End of the uncanny valley

I can tell from the pixels is coming to an end.

As computer-generated characters become increasingly photorealistic, people are finding it harder to distinguish between real and computer-generated

With photo retouching, postproduction in film, plastic surgery, and increasingly effective makeup & skin care products, we’re being bombarded with a growing amount of imagery featuring people who don’t appear naturally human.

bye bye uncanny valley.
2021-10-17: Things are now at the point where you can win prestigious photography prizes for fake images:

The Book of Veles: How Jonas Bendiksen hoodwinked the photography industry. The photographer explains the many layers of intrigue that went into the creation of his book about misinformation in the contemporary media landscape. If computer-generated fake news pictures are accepted by the curators who have to pick the highlights of all the year’s best photojournalism, it shows that the whole industry is quite vulnerable. The big tech companies regularly recruit top-level hackers, even criminal ones, to try to break into their systems. They are called penetration testers. They are paid top dollar to hack as much as they can and search for weaknesses in company’s system architecture, so that they can go fix the loopholes and protect themselves against being taken advantage of. I guess I see what I did as a similar service for documentary photography and photojournalism, just on a volunteer basis.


_TASK DETAILS_:
Identify, in the records below, every line where the string "swatch" appears, and copy each such line.

(Figure content listings)
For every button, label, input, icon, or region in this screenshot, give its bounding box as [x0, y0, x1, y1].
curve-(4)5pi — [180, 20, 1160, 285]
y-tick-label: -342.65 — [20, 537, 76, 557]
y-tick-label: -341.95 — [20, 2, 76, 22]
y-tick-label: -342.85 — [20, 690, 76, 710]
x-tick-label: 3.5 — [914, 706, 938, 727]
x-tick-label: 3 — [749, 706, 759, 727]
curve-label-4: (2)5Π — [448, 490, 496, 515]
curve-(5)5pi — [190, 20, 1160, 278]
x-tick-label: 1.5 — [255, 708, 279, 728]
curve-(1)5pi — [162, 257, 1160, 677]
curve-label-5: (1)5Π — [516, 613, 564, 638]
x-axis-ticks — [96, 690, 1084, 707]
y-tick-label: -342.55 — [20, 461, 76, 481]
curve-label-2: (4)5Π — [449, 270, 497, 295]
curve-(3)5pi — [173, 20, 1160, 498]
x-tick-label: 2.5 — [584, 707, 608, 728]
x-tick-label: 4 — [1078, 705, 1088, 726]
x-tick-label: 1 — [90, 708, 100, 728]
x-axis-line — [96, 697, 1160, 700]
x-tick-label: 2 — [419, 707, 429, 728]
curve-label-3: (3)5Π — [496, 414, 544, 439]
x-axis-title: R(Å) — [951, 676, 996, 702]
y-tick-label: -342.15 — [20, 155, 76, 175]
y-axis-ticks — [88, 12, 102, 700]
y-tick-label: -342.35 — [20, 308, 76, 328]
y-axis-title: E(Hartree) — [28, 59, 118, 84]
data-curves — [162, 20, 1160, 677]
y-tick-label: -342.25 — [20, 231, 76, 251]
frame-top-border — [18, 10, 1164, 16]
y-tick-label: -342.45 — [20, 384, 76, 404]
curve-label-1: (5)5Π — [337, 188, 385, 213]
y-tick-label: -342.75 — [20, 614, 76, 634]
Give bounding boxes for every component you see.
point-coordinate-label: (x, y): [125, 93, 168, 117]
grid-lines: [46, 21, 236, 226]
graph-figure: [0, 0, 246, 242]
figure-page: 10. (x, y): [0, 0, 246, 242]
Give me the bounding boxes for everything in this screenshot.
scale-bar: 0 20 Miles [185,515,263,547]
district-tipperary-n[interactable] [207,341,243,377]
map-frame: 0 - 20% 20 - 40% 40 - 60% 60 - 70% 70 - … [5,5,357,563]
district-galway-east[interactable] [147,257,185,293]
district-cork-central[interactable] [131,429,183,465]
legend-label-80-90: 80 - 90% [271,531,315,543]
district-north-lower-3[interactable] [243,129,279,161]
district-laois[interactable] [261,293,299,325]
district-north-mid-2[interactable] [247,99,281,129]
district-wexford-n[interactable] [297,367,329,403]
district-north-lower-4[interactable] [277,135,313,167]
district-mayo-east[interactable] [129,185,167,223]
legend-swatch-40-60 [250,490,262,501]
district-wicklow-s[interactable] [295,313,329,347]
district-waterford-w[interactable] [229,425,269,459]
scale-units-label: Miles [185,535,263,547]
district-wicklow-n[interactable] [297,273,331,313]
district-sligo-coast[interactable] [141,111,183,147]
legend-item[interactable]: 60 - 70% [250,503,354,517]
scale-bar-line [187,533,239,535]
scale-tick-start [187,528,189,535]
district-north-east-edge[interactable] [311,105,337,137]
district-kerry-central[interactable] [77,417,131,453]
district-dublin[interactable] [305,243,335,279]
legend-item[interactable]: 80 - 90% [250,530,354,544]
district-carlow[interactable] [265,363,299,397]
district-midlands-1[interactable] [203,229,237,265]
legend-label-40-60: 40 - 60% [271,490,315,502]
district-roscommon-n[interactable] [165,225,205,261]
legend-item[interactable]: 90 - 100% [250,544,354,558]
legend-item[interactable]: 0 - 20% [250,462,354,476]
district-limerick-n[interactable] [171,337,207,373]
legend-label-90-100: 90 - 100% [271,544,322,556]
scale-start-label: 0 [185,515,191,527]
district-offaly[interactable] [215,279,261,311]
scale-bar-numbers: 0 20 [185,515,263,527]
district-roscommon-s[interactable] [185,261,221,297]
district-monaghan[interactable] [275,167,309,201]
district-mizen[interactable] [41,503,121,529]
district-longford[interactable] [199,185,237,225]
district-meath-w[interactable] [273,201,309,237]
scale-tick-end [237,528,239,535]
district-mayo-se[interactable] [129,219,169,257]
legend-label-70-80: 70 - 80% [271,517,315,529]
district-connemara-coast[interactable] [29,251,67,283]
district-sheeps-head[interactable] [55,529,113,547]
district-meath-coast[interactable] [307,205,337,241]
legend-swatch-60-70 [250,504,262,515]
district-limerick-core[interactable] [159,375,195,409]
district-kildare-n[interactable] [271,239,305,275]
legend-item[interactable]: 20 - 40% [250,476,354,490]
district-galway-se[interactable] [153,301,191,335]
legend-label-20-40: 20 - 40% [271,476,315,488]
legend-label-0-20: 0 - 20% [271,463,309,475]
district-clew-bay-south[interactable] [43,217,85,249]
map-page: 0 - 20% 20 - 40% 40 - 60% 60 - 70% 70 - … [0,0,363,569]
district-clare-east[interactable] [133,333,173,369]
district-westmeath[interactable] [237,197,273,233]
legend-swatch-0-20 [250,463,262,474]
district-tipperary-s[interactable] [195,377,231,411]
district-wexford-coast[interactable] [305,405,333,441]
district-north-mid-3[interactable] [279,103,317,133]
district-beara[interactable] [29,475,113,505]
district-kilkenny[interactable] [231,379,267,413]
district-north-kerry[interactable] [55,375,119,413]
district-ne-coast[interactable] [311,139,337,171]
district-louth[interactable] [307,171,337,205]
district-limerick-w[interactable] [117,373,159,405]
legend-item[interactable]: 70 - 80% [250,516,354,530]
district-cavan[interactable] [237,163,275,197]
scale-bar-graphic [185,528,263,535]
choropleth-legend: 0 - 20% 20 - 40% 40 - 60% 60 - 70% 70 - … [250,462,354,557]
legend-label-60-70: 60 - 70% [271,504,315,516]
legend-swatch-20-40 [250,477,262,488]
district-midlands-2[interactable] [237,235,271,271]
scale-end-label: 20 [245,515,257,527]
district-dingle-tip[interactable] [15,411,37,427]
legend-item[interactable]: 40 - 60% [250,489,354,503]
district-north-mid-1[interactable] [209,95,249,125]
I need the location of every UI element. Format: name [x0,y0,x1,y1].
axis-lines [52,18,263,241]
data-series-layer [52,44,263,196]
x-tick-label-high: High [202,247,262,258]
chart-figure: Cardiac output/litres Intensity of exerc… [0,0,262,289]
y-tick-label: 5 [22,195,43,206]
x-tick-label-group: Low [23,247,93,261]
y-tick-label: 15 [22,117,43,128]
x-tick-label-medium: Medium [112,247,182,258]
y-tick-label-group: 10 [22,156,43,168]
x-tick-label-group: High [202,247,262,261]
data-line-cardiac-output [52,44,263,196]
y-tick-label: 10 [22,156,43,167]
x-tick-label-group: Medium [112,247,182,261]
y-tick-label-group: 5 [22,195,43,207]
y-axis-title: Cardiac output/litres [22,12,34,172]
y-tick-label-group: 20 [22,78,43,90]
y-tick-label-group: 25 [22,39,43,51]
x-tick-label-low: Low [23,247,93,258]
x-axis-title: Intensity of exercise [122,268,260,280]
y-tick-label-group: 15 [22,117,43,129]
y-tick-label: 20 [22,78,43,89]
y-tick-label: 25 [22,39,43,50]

_REPLY_:
legend-swatch-40-60 [250,490,262,501]
legend-swatch-60-70 [250,504,262,515]
legend-swatch-0-20 [250,463,262,474]
legend-swatch-20-40 [250,477,262,488]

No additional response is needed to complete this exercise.